TELEVISION / DIY thriller killer

Thomas Sutcliffe
Tuesday 06 July 1993 23:02 BST
Comments

IF YOU'VE ever dreamt of writing a 'major two-part thriller' (the words are those of the Channel 4 press office) you could do worse than watch some of Tony Bicat's Exchange of Fire. I say 'some' because you're not being paid to sit through until the credits roll (and frankly, I'm not paid enough); in any case, the important lessons will be absorbed relatively quickly.

Lesson One is: Don't be nervous. You may have assumed that this level of expenditure on a piece of television would require the writer to come up with a complex and plausible plot. Not necessarily credible, you understand - most thrillers deal to a certain degree in fantasy - but merely plausible, sufficiently sanded-down to prevent your higher reasoning snagging on jagged edges. This obviously isn't the case. Exchange builds its plot on the following jerry-built foundations.

You are asked to believe: that a Havel-style Czech Prime Minister would send his 17-year-old daughter on a hearts-and-minds mission to London; that despite threats to her safety she stays in a grubby hotel rather than the secure and lavish embassy; that she bears a strong physical resemblance to the daughter of a libertarian philosopher who has supported Czech dissidents; that she visits said philosopher in hospital at exactly the same time as said daughter and - you had better swallow what you've got in your mouth already, otherwise you're going to choke - that the girls are wearing virtually identical clothing, down to a fetching grey beret.

Lesson Two is: I really mean it. Don't be nervous. You assume that if the plot is nonsense, then the dialogue must be pretty special. Not so. The Prime Minister's daughter explains at one point that she learnt most of her English from American videos, which at least gives her an alibi. On the same principle, the older characters appear to have belonged to a Prague film club with an obsessive interest in Forties B-movies. 'You know . . . (soulful pause) I always loved you', 'There is no us' / 'Look me in the eyes and say that', 'So far our brave little country has had little from England but fine words', 'Take her out of herself, she thinks too much' - all the old favourites are there.

Lesson Three is: Be utterly shameless. Don't worry if your story includes beat coppers who happen to be armed and MI5 men who conduct their surveillance by standing at uncurtained windows with an array of equipment like a Dixon's display cabinet. Don't worry if the production bulges with fake misunderstandings, clumsy continuity, inconsistency of characterisation and an almost criminal disregard for the intelligence of the viewer. Somebody, somewhere might make your film.

The medical term for the trauma a film like this inflicts is 'gross insult to the brain'. It normally results in unconsciousness but don't take any consolation from that - even if you were in a coma I suspect Exchange of Fire might provoke you to yelps of outrage.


**What to do**
Please, without the pictures, restate every entry exactly.

**Data for processing**
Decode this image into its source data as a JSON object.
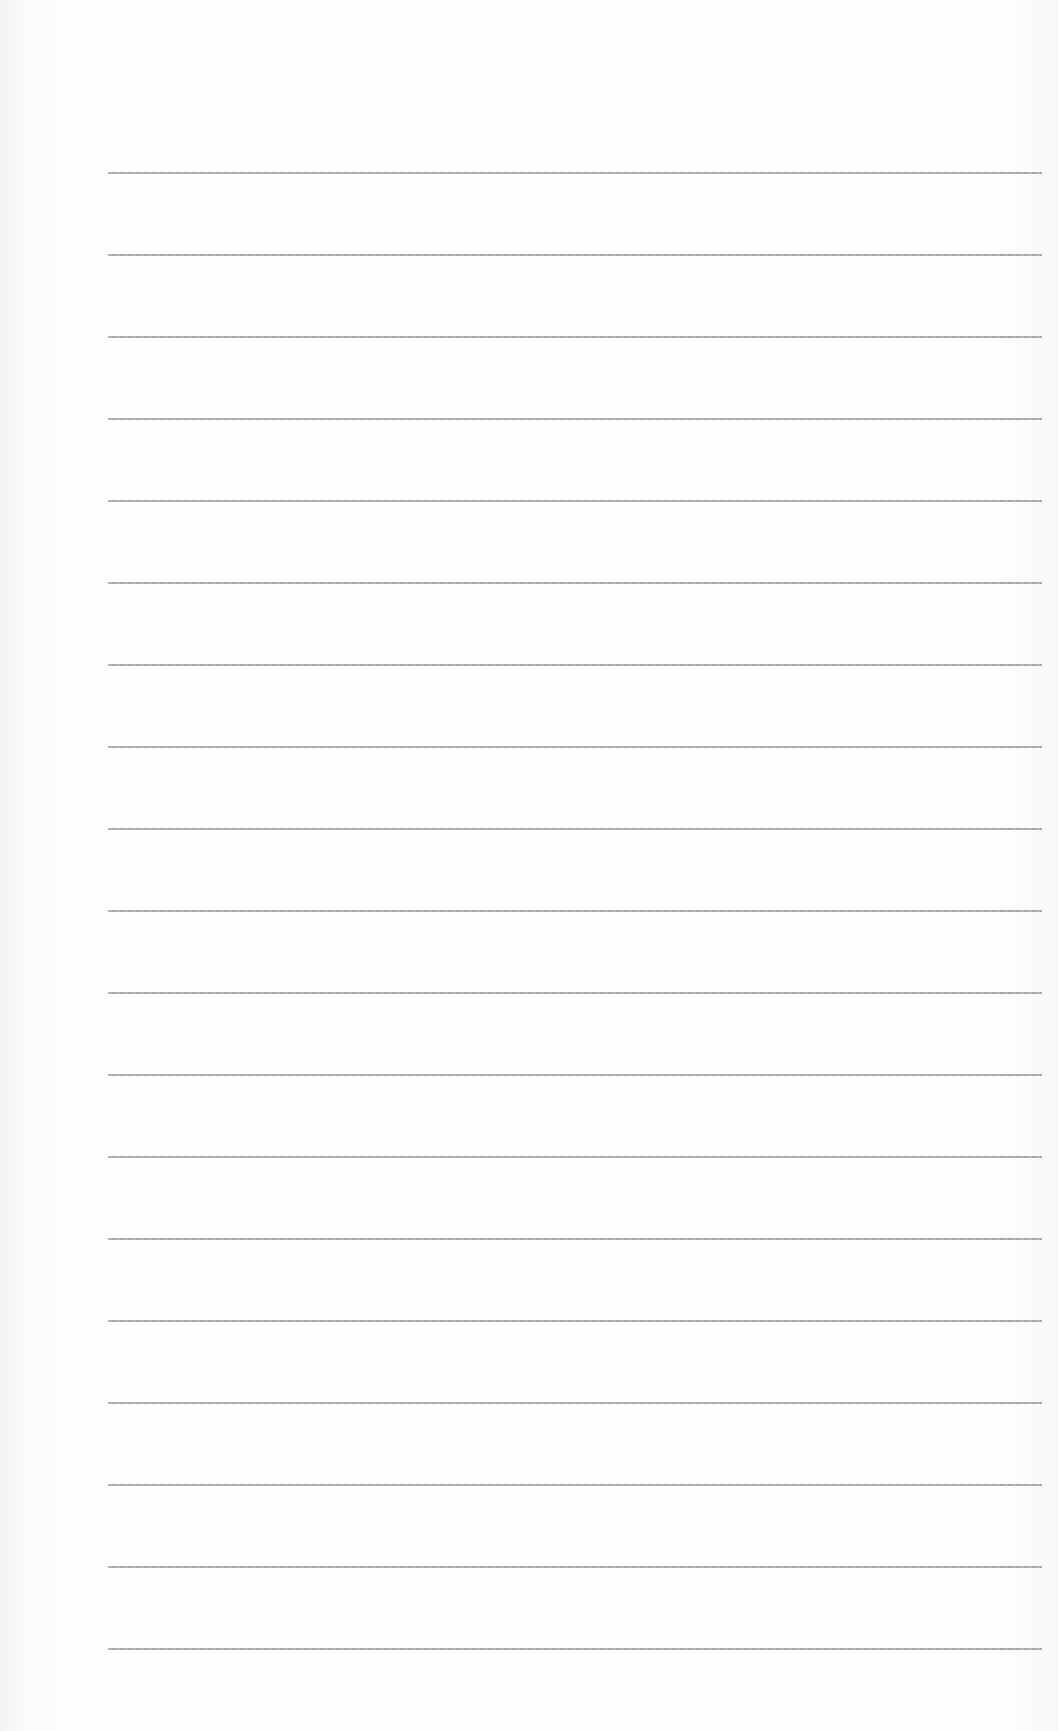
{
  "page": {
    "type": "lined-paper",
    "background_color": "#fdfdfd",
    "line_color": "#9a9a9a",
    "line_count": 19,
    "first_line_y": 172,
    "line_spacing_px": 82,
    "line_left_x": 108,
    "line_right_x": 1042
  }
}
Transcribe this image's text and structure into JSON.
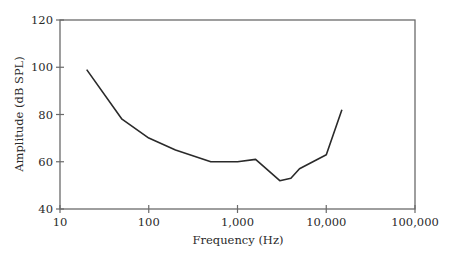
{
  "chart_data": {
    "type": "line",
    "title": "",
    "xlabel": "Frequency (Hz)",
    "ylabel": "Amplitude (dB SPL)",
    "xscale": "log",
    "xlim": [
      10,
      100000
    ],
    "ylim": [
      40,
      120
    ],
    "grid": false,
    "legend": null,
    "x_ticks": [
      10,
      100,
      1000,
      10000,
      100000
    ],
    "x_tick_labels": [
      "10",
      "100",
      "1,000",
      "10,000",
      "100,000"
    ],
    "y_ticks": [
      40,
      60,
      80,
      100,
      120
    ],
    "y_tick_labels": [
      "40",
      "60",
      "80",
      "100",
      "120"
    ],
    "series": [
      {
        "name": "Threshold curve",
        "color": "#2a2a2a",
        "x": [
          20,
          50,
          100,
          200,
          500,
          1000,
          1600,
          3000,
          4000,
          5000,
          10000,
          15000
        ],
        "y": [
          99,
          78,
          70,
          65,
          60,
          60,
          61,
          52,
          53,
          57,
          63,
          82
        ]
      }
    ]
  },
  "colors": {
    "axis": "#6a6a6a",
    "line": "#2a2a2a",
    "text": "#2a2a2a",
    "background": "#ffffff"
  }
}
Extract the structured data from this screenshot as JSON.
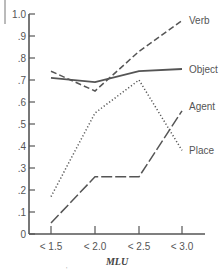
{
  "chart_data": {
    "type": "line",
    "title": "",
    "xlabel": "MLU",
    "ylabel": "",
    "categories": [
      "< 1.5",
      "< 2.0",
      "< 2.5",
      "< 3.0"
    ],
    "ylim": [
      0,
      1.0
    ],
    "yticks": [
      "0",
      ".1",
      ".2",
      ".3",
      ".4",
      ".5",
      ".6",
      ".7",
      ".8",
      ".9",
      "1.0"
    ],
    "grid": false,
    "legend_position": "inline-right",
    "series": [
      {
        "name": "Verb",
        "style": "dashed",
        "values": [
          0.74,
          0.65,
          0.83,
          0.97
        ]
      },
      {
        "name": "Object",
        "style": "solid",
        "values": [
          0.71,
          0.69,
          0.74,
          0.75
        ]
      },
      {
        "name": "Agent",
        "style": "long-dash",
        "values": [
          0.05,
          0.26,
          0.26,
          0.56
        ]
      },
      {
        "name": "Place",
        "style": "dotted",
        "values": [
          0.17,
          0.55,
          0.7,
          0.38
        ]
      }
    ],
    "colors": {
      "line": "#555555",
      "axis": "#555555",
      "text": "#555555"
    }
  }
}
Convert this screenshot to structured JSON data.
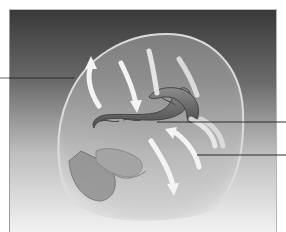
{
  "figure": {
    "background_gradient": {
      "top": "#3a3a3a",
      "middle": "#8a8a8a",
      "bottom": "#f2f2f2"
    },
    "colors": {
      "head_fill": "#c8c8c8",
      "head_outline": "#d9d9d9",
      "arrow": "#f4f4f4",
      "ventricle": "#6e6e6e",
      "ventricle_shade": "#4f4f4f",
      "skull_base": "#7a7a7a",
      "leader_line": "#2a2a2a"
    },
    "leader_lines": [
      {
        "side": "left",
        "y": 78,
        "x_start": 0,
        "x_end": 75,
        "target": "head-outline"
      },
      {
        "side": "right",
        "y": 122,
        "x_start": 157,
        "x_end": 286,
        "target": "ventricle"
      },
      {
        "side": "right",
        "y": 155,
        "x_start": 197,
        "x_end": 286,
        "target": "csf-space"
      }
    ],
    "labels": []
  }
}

**Reply to the task**
Decode this image into its source data as a JSON object.
{
  "page": {
    "type": "lined-paper",
    "background_color": "#fdfdfd",
    "line_color": "#9a9a9a",
    "line_count": 19,
    "first_line_y": 172,
    "line_spacing_px": 82,
    "line_left_x": 108,
    "line_right_x": 1042
  }
}
Transcribe this image's text and structure into JSON.
{
  "chart_data": {
    "type": "line",
    "title": "",
    "xlabel": "Frequency (Hz)",
    "ylabel": "Amplitude (dB SPL)",
    "xscale": "log",
    "xlim": [
      10,
      100000
    ],
    "ylim": [
      40,
      120
    ],
    "grid": false,
    "legend": null,
    "x_ticks": [
      10,
      100,
      1000,
      10000,
      100000
    ],
    "x_tick_labels": [
      "10",
      "100",
      "1,000",
      "10,000",
      "100,000"
    ],
    "y_ticks": [
      40,
      60,
      80,
      100,
      120
    ],
    "y_tick_labels": [
      "40",
      "60",
      "80",
      "100",
      "120"
    ],
    "series": [
      {
        "name": "Threshold curve",
        "color": "#2a2a2a",
        "x": [
          20,
          50,
          100,
          200,
          500,
          1000,
          1600,
          3000,
          4000,
          5000,
          10000,
          15000
        ],
        "y": [
          99,
          78,
          70,
          65,
          60,
          60,
          61,
          52,
          53,
          57,
          63,
          82
        ]
      }
    ]
  },
  "colors": {
    "axis": "#6a6a6a",
    "line": "#2a2a2a",
    "text": "#2a2a2a",
    "background": "#ffffff"
  }
}
Extract the structured data from this screenshot as JSON.
{
  "chart_data": {
    "type": "line",
    "title": "",
    "xlabel": "MLU",
    "ylabel": "",
    "categories": [
      "< 1.5",
      "< 2.0",
      "< 2.5",
      "< 3.0"
    ],
    "ylim": [
      0,
      1.0
    ],
    "yticks": [
      "0",
      ".1",
      ".2",
      ".3",
      ".4",
      ".5",
      ".6",
      ".7",
      ".8",
      ".9",
      "1.0"
    ],
    "grid": false,
    "legend_position": "inline-right",
    "series": [
      {
        "name": "Verb",
        "style": "dashed",
        "values": [
          0.74,
          0.65,
          0.83,
          0.97
        ]
      },
      {
        "name": "Object",
        "style": "solid",
        "values": [
          0.71,
          0.69,
          0.74,
          0.75
        ]
      },
      {
        "name": "Agent",
        "style": "long-dash",
        "values": [
          0.05,
          0.26,
          0.26,
          0.56
        ]
      },
      {
        "name": "Place",
        "style": "dotted",
        "values": [
          0.17,
          0.55,
          0.7,
          0.38
        ]
      }
    ],
    "colors": {
      "line": "#555555",
      "axis": "#555555",
      "text": "#555555"
    }
  }
}
Convert this screenshot to structured JSON data.
{
  "figure": {
    "background_gradient": {
      "top": "#3a3a3a",
      "middle": "#8a8a8a",
      "bottom": "#f2f2f2"
    },
    "colors": {
      "head_fill": "#c8c8c8",
      "head_outline": "#d9d9d9",
      "arrow": "#f4f4f4",
      "ventricle": "#6e6e6e",
      "ventricle_shade": "#4f4f4f",
      "skull_base": "#7a7a7a",
      "leader_line": "#2a2a2a"
    },
    "leader_lines": [
      {
        "side": "left",
        "y": 78,
        "x_start": 0,
        "x_end": 75,
        "target": "head-outline"
      },
      {
        "side": "right",
        "y": 122,
        "x_start": 157,
        "x_end": 286,
        "target": "ventricle"
      },
      {
        "side": "right",
        "y": 155,
        "x_start": 197,
        "x_end": 286,
        "target": "csf-space"
      }
    ],
    "labels": []
  }
}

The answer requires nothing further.